By Elliot Worsell
SIX days after a 15-year-old girl was stabbed to death on her way to school, light-heavyweight boxers Joshua Buatsi and Dan Azeez appeared at Croydon’s Boxpark, just a stone’s throw from the bus stop where the life of that girl, as well as the life of the boy who killed her, tragically ended.
Wearing T-shirts emblazoned with the message “Lives Not Knives”, the pair’s arrival was without doubt timely, both for the area and the sport itself. Because while it’s true there are bigger names than Buatsi and Azeez, and boxers who would have brought to Boxpark a much larger crowd, it is hard to think of two men who better embody the sport’s ethos and, moreover, represent what it can do for youngsters from south London and beyond.
Of the two, Buatsi, born in Ghana but raised in Croydon and its surrounding areas, is considered the home guy, whereas Azeez is from just down the road in Lewisham. Their fight, meanwhile, now set for Saturday (February 3), takes place in Wembley and has been sold as a reluctant meeting of friends rather than a showdown between bitter enemies.
That, given all that happened to south London last year, is a key aspect of the narrative of this fight. After all, the more people who understand that boxing is not just an arena in which grudges and rivalries can be played out for money, but is instead an arena in which trained competitors can exhibit their skills and release from their bodies any anger and aggression, the better it is for everyone.
In this instance, with the events of Croydon bringing to the area both desolation and perspective, there would have been nothing more vital than the sight of noble men doing noble things. Furthermore, never has it been more pertinent to celebrate these men and these noble things than it is now, today, at a time when so much attention and money is thrown the way of men and women who serve only to undermine the integrity of the sport for their own selfish, narcissistic needs.
Role models for young boys and girls these men and women are not. Worse, though, they provide credence to the belief that money is everything and that we should all be doing everything in our power to obtain it, regardless of how much of our moral compass and humanity we must sacrifice in the process.
That’s a larger social issue, admittedly, but even for boxing, where historically young men from working-class backgrounds find a way out of their situation, or simply respite, one wonders what the fallout of all this will be. Will, for instance, the newfound focus on making noise in order to make megabucks create a new kind of boxer coming through the amateur ranks with a view to turning pro? Or, rather, will the reality that only creating noise will bring you financial success deter young boys and girls on council estates from picking up a pair of gloves in the first place?
The latter is a scary thought to consider, which is why boxers like Buatsi and Azeez are so vital to the long-term health of the sport at a grassroots level. Only boxers like those two, one suspects, can offer a relatable image of what a boxer is and can still be. Only boxers like those two keep the sport rooted in the community and indeed reality, something all-important when everywhere you look random men and women are calling themselves “boxers” and making more money and gaining more attention than actual boxers.
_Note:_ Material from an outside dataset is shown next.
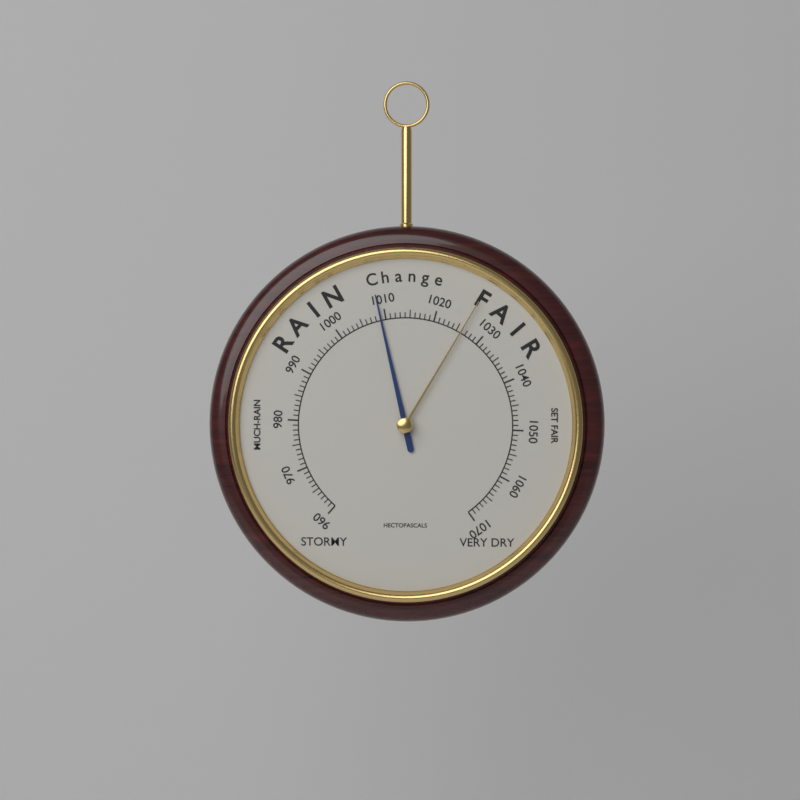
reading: 1009 hPa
In either Buatsi and Azeez, young boys in Croydon would have seen something of themselves at Boxpark last year. Maybe the look. Maybe the voice. Maybe the attitude. Whatever it was, it could have been enough to inspire them to watch the fight, as the promoter would have hoped. Better yet, it could have been enough to inspire them to go to their local gym and deal with boredom and aggression that way as opposed to all the other ways society extends to its malcontent youth these days.
Because places like Croydon, where I not long ago lived (read: existed), have been struggling to staunch an open wound for some time. It leaks tears as much as blood, that place, and while for as long as I resided there I rarely sensed the danger I read was ubiquitous, you only had to walk through the high street, where locals convene and buy things they don’t need and can’t afford, all the while ducking kamikaze pigeons and avoiding eye contact with either the homeless or megaphone preachers, to see a community fuelled entirely by its collective misery. You then only had to see the piles of flowers in various places, often among them a cuddly toy or a school photo, to know the future, if such a thing even exists, is far from bright.
To fix the problem Croydon will of course need more than boxers like Buatsi and Azeez. However, what these two light-heavyweights represent in this day and age undoubtedly means more to communities like Croydon than the self-serving antics of boxers interested only in getting rich. They are, in boxing terms, both good boys, Buatsi and Azeez, and it will be an awfully sad day when boxing, this sport that prides itself on turning bad boys into good boys, no longer views good boys as being a valuable commodity. It will be an even sadder day when being a good boy is considered by both promoters and the sport’s fans to be “boring”, leaving good boys of the belief that they must become bad boys to achieve success and get what they want.